Local Versus Prototype
A same-device, two-player arcade loop. Shared-screen layout, dual input handling, and a playable build focused on couch fun.
Service 03 — Online Match Setup
A thoughtful starting point for connecting two players over a network. No inflated promises about what fits within a small budget — just honest, practical work to get you oriented and moving.
What you get
Online play is a different kind of challenge from local multiplayer. The first step doesn't need to be a complete production-ready system — it needs to be something you can understand, build from, and make decisions around.
That's what this service delivers. A foundation, not a finished product. A matchmaking outline, connection handling guidance, and documentation written for someone who's new to this part of game development. No vague handoffs, no unexplained architecture.
A matchmaking outline you can follow
Not a black box. A clear structure for how two players find each other and connect, explained so you can work with it.
Connection handling guidance
Practical notes on managing the connection — including what happens when things don't go perfectly smoothly.
Documentation you can actually read
Written for developers who aren't yet familiar with this territory. Clear, honest about scope, and useful going forward.
Why online play feels daunting
Networking involves a lot of unfamiliar territory at once
Latency, state synchronization, connection drops, matchmaking queues — these are each their own topic. Encountering them all at once is overwhelming.
Most tutorials assume a lot of prior knowledge
Online multiplayer documentation often skips past foundational context. If you're not already familiar with the concepts, it's hard to know what to look up next.
Easy to over-engineer early on
Without a clear scope, it's tempting to build more infrastructure than you need. That leads to complexity that's hard to unpick later.
Hard to evaluate what you actually need
When the space is unfamiliar, it's difficult to know which parts of online multiplayer are essential for your game at this stage and which can wait.
What's covered
Our approach
Online multiplayer is a large problem space. This service doesn't pretend to solve it entirely — it gives you a real, usable starting point and the context to understand what you've received and what building from here requires.
We're specific about what fits within this budget. That honesty means you can make informed decisions about your project rather than discovering limitations after the fact.
Working together
The process is designed to feel calm and navigable — especially if online multiplayer is new territory for you.
Share your game context, what you have so far, and what online play means for your project at this stage.
We confirm what this service covers for your specific situation and set honest expectations before anything begins.
We build the matchmaking outline and connection handling, explaining decisions as we go where it helps you follow along.
Everything arrives with clear documentation. You'll know what you have, what it does, and where to go from here.
Investment
The Online Match Setup is a bounded engagement with a fixed price. We're specific about scope upfront so the cost doesn't change as work progresses and you can plan your project budget around it accurately.
Fixed price for the full Online Match Setup service
Happy to discuss payment timing before you commit. Just raise it in your first message and we'll have an open conversation about it.
What's included
Matchmaking outline
A basic but functional structure for how two players connect
Connection handling guidance
Practical notes on managing connections and common edge cases
Clear documentation
Written to be readable, not just technically complete
Honest scope notes
What this service covers, and a clear pointer to what comes after
Full ownership
All code and documentation are yours, with no restrictions
Why it matters
The first step into online multiplayer sets the tone for everything that follows. Getting it right — even at a modest scale — changes what the rest of the journey looks like.
A foundation you can read, follow, and explain to someone else. That understanding is what lets you make good decisions about what to build next.
Knowing the boundaries of what this foundation covers is as valuable as the foundation itself. It helps you plan the next stage without surprises.
There's a big difference between reading about how online play works and having actual code to look at and build from. This service moves you from one to the other.
Our commitment
Online multiplayer at a small budget has real constraints, and we won't paper over them. What we can do is build you something genuinely useful within those constraints and be clear about what the path forward looks like from there.
Scope agreed before work begins
We confirm exactly what's included and what the deliverables look like before anything starts.
Honest if it's not the right fit
If your project needs more than this service covers, we'll say so clearly rather than stretch scope beyond what works.
No-obligation first conversation
Reaching out costs nothing. We'll tell you honestly if this is the right starting point for where you are.
Getting started
The beginning is easy. Just a message is all it takes to find out if this is the right fit.
1.
Send a short message
Use the contact form on the home page. Tell us about your game and what online play means for your project right now.
2.
We talk it through
We reply within a couple of working days. If this service fits your situation, we agree on scope and expectations before anything begins.
3.
Foundation gets built
We build the matchmaking outline and connection setup, with documentation delivered alongside everything so you can move forward confidently.
Online Match Setup — $760 USD
Drop us a note. We'll come back with a clear sense of whether this service fits your project and what working together could look like.
Get in touchAlso available
Each one addresses a different phase of building your multiplayer arcade game.
A same-device, two-player arcade loop. Shared-screen layout, dual input handling, and a playable build focused on couch fun.
A clean round structure, fair scoring model, and tidy results screen for your arcade title — built so both players feel respected throughout.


== Task item ==
Find the string "nson" in the records and copy each line where it occurs.
>>>>>
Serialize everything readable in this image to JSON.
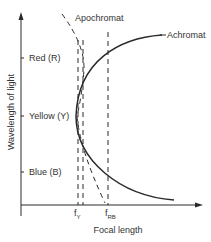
{
  "diagram": {
    "type": "chromatic-aberration-focal-length-diagram",
    "x_axis": {
      "label": "Focal length",
      "ticks": [
        {
          "main": "f",
          "sub": "Y"
        },
        {
          "main": "f",
          "sub": "RB"
        }
      ]
    },
    "y_axis": {
      "label": "Wavelength of light",
      "ticks": [
        "Red (R)",
        "Yellow (Y)",
        "Blue (B)"
      ]
    },
    "curves": [
      {
        "name": "Achromat",
        "style": "solid"
      },
      {
        "name": "Apochromat",
        "style": "dashed"
      }
    ],
    "colors": {
      "line": "#2a2a2a",
      "text": "#333333",
      "background": "#ffffff"
    }
  }
}
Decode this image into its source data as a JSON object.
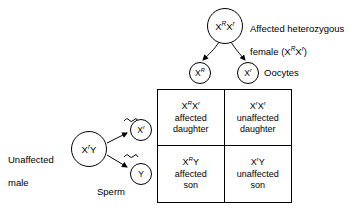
{
  "diagram": {
    "title_hidden": "",
    "mother": {
      "circle_genotype_base1": "X",
      "circle_sup1": "R",
      "circle_base2": "X",
      "circle_sup2": "r",
      "label_line1": "Affected heterozygous",
      "label_line2_pre": "female (X",
      "label_line2_sup1": "R",
      "label_line2_mid": "X",
      "label_line2_sup2": "r",
      "label_line2_post": ")"
    },
    "oocytes": {
      "label": "Oocytes",
      "gamete1_base": "X",
      "gamete1_sup": "R",
      "gamete2_base": "X",
      "gamete2_sup": "r"
    },
    "father": {
      "label_line1": "Unaffected",
      "label_line2": "male",
      "circle_base1": "X",
      "circle_sup1": "r",
      "circle_base2": "Y"
    },
    "sperm": {
      "label": "Sperm",
      "gamete1_base": "X",
      "gamete1_sup": "r",
      "gamete2_base": "Y"
    },
    "punnett": {
      "cells": [
        {
          "position": "top-left",
          "genotype_base1": "X",
          "genotype_sup1": "R",
          "genotype_base2": "X",
          "genotype_sup2": "r",
          "description": "affected\ndaughter"
        },
        {
          "position": "top-right",
          "genotype_base1": "X",
          "genotype_sup1": "r",
          "genotype_base2": "X",
          "genotype_sup2": "r",
          "description": "unaffected\ndaughter"
        },
        {
          "position": "bottom-left",
          "genotype_base1": "X",
          "genotype_sup1": "R",
          "genotype_base2": "Y",
          "genotype_sup2": "",
          "description": "affected\nson"
        },
        {
          "position": "bottom-right",
          "genotype_base1": "X",
          "genotype_sup1": "r",
          "genotype_base2": "Y",
          "genotype_sup2": "",
          "description": "unaffected\nson"
        }
      ]
    },
    "colors": {
      "stroke": "#000000",
      "background": "#ffffff",
      "text": "#000000"
    }
  }
}
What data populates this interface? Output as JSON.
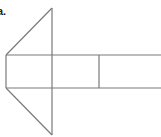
{
  "figure": {
    "label": "a.",
    "stroke_color": "#7a7a7a",
    "background": "#ffffff"
  }
}
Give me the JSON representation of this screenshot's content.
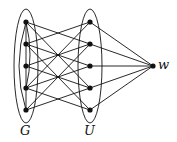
{
  "diagram": {
    "groups": [
      {
        "id": "G",
        "label": "G",
        "cx": 26,
        "cy": 66,
        "rx": 12,
        "ry": 57
      },
      {
        "id": "U",
        "label": "U",
        "cx": 90,
        "cy": 66,
        "rx": 12,
        "ry": 57
      }
    ],
    "nodes": {
      "G": [
        [
          26,
          22
        ],
        [
          26,
          44
        ],
        [
          26,
          66
        ],
        [
          26,
          88
        ],
        [
          26,
          110
        ]
      ],
      "U": [
        [
          90,
          22
        ],
        [
          90,
          44
        ],
        [
          90,
          66
        ],
        [
          90,
          88
        ],
        [
          90,
          110
        ]
      ],
      "w": [
        153,
        66
      ]
    },
    "labels": {
      "G": "G",
      "U": "U",
      "w": "w"
    },
    "stroke_color": "#111111"
  }
}
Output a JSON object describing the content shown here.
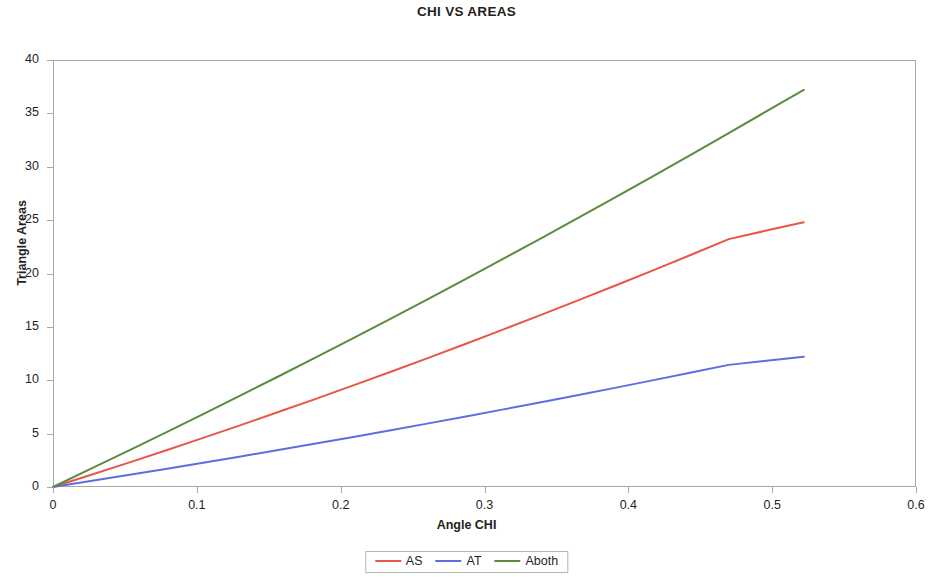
{
  "chart_data": {
    "type": "line",
    "title": "CHI VS AREAS",
    "xlabel": "Angle CHI",
    "ylabel": "Triangle Areas",
    "xlim": [
      0,
      0.6
    ],
    "ylim": [
      0,
      40
    ],
    "xticks": [
      "0",
      "0.1",
      "0.2",
      "0.3",
      "0.4",
      "0.5",
      "0.6"
    ],
    "xtick_values": [
      0,
      0.1,
      0.2,
      0.3,
      0.4,
      0.5,
      0.6
    ],
    "yticks": [
      "0",
      "5",
      "10",
      "15",
      "20",
      "25",
      "30",
      "35",
      "40"
    ],
    "ytick_values": [
      0,
      5,
      10,
      15,
      20,
      25,
      30,
      35,
      40
    ],
    "grid": false,
    "legend_position": "bottom-center",
    "x": [
      0,
      0.0261,
      0.0522,
      0.0783,
      0.1044,
      0.1305,
      0.1566,
      0.1827,
      0.2088,
      0.2349,
      0.261,
      0.2871,
      0.3132,
      0.3393,
      0.3654,
      0.3915,
      0.4176,
      0.4437,
      0.4698,
      0.4959,
      0.522
    ],
    "series": [
      {
        "name": "AS",
        "color": "#E8564A",
        "values": [
          0.0,
          1.12,
          2.26,
          3.42,
          4.6,
          5.8,
          7.02,
          8.26,
          9.52,
          10.8,
          12.1,
          13.42,
          14.76,
          16.12,
          17.5,
          18.9,
          20.32,
          21.76,
          23.22,
          24.02,
          24.8
        ]
      },
      {
        "name": "AT",
        "color": "#5B6FE0",
        "values": [
          0.0,
          0.56,
          1.12,
          1.69,
          2.27,
          2.86,
          3.46,
          4.07,
          4.69,
          5.32,
          5.96,
          6.61,
          7.27,
          7.94,
          8.62,
          9.31,
          10.01,
          10.72,
          11.44,
          11.82,
          12.2
        ]
      },
      {
        "name": "Aboth",
        "color": "#5B8C3E",
        "values": [
          0.0,
          1.69,
          3.39,
          5.1,
          6.83,
          8.58,
          10.35,
          12.14,
          13.95,
          15.78,
          17.63,
          19.5,
          21.39,
          23.3,
          25.23,
          27.18,
          29.15,
          31.14,
          33.15,
          35.18,
          37.2
        ]
      }
    ]
  }
}
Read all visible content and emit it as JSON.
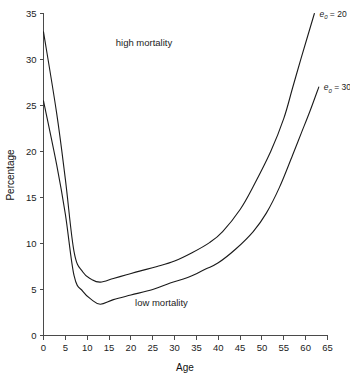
{
  "chart_data": {
    "type": "line",
    "title": "",
    "xlabel": "Age",
    "ylabel": "Percentage",
    "xlim": [
      0,
      65
    ],
    "ylim": [
      0,
      35
    ],
    "xticks": [
      0,
      5,
      10,
      15,
      20,
      25,
      30,
      35,
      40,
      45,
      50,
      55,
      60,
      65
    ],
    "xtick_labels": [
      "0",
      "5",
      "10",
      "15",
      "20",
      "25",
      "30",
      "35",
      "40",
      "45",
      "50",
      "55",
      "60",
      "65"
    ],
    "yticks": [
      0,
      5,
      10,
      15,
      20,
      25,
      30,
      35
    ],
    "ytick_labels": [
      "0",
      "5",
      "10",
      "15",
      "20",
      "25",
      "30",
      "35"
    ],
    "grid": false,
    "legend_position": "inline-right-end",
    "annotations": [
      {
        "text": "high mortality",
        "x": 23,
        "y": 31.5
      },
      {
        "text": "low mortality",
        "x": 27,
        "y": 3.2
      }
    ],
    "series": [
      {
        "name": "e0 = 20",
        "label_prefix": "e",
        "label_subscript": "0",
        "label_suffix": " = 20",
        "color": "#1a1a1a",
        "end_label_x": 62,
        "end_label_y": 35,
        "x": [
          0,
          3,
          5,
          7,
          9,
          11,
          13,
          16,
          19,
          22,
          26,
          30,
          34,
          38,
          41,
          45,
          48,
          52,
          55,
          57,
          59,
          62
        ],
        "y": [
          33.0,
          24.2,
          17.0,
          9.1,
          6.9,
          6.1,
          5.8,
          6.2,
          6.6,
          7.0,
          7.5,
          8.1,
          9.0,
          10.1,
          11.3,
          13.7,
          16.2,
          20.0,
          23.6,
          26.9,
          30.2,
          35.0
        ]
      },
      {
        "name": "e0 = 30",
        "label_prefix": "e",
        "label_subscript": "0",
        "label_suffix": " = 30",
        "color": "#1a1a1a",
        "end_label_x": 63,
        "end_label_y": 27,
        "x": [
          0,
          3,
          5,
          7,
          9,
          11,
          13,
          16,
          20,
          25,
          29,
          33,
          37,
          40,
          44,
          48,
          51,
          54,
          57,
          59,
          61,
          63
        ],
        "y": [
          25.5,
          18.6,
          13.2,
          6.5,
          4.8,
          3.9,
          3.4,
          3.9,
          4.4,
          5.0,
          5.7,
          6.3,
          7.2,
          7.9,
          9.4,
          11.3,
          13.3,
          16.1,
          19.6,
          22.0,
          24.4,
          27.0
        ]
      }
    ]
  },
  "labels": {
    "x_axis_title": "Age",
    "y_axis_title": "Percentage"
  }
}
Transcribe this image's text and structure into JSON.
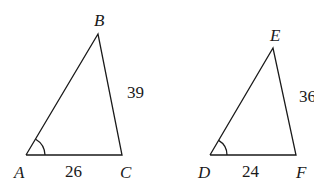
{
  "diagram": {
    "type": "similar-triangles",
    "triangles": [
      {
        "name": "ABC",
        "vertices": {
          "A": "A",
          "B": "B",
          "C": "C"
        },
        "sides": {
          "BC": "39",
          "AC": "26"
        },
        "marked_angle": "A"
      },
      {
        "name": "DEF",
        "vertices": {
          "D": "D",
          "E": "E",
          "F": "F"
        },
        "sides": {
          "EF": "36",
          "DF": "24"
        },
        "marked_angle": "D"
      }
    ]
  }
}
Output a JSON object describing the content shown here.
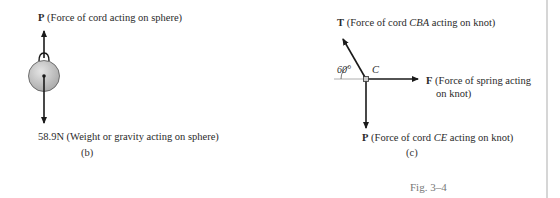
{
  "figure_b": {
    "top_force": {
      "symbol": "P",
      "description": "(Force of cord acting on sphere)"
    },
    "bottom_force": {
      "value": "58.9N",
      "description": "(Weight or gravity acting on sphere)"
    },
    "caption": "(b)"
  },
  "figure_c": {
    "knot_label": "C",
    "angle_label": "60°",
    "T_force": {
      "symbol": "T",
      "desc_pre": "(Force of cord ",
      "desc_italic": "CBA",
      "desc_post": " acting on knot)"
    },
    "F_force": {
      "symbol": "F",
      "desc_line1": "(Force of spring acting",
      "desc_line2": "on knot)"
    },
    "P_force": {
      "symbol": "P",
      "desc_pre": "(Force of cord ",
      "desc_italic": "CE",
      "desc_post": " acting on knot)"
    },
    "caption": "(c)",
    "angle_degrees": 60
  },
  "figure_caption": "Fig. 3–4",
  "colors": {
    "sphere_fill": "#bdbdbd",
    "line": "#1a1a1a",
    "divider": "#d6d6d6"
  }
}
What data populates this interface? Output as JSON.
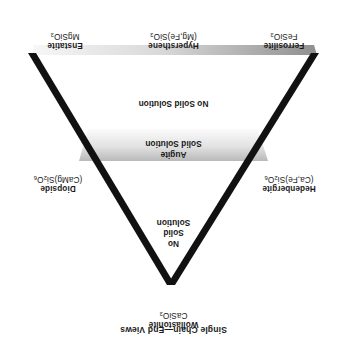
{
  "figure": {
    "caption": "Single Chain—End Views",
    "orientation_note": "rotated-180"
  },
  "apices": {
    "wollastonite": {
      "name": "Wollastonite",
      "formula_html": "CaSiO<sub>3</sub>"
    },
    "ferrosilite": {
      "name": "Ferrosilite",
      "formula_html": "FeSiO<sub>3</sub>"
    },
    "enstatite": {
      "name": "Enstatite",
      "formula_html": "MgSiO<sub>3</sub>"
    }
  },
  "edge_labels": {
    "hypersthene": {
      "name": "Hypersthene",
      "formula_html": "(Mg,Fe)SiO<sub>3</sub>"
    },
    "hedenbergite": {
      "name": "Hedenbergite",
      "formula_html": "(Ca,Fe)Si<sub>2</sub>O<sub>6</sub>"
    },
    "diopside": {
      "name": "Diopside",
      "formula_html": "(CaMg)Si<sub>2</sub>O<sub>6</sub>"
    }
  },
  "zones": {
    "upper_no_solid_solution": "No Solid Solution",
    "augite_band": "Augite\nSolid Solution",
    "augite_band_lines": [
      "Augite",
      "Solid Solution"
    ],
    "lower_no_solid_solution_lines": [
      "No",
      "Solid",
      "Solution"
    ]
  },
  "colors": {
    "line": "#111111",
    "band_light": "#f2f2f2",
    "band_mid": "#d4d4d4",
    "band_dark": "#9a9a9a",
    "background": "#ffffff",
    "text": "#1a1a1a"
  }
}
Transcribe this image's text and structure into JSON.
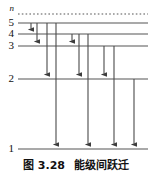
<<<<<
== Answer ==
          "description": "affected\nson"
          "description": "unaffected\nson"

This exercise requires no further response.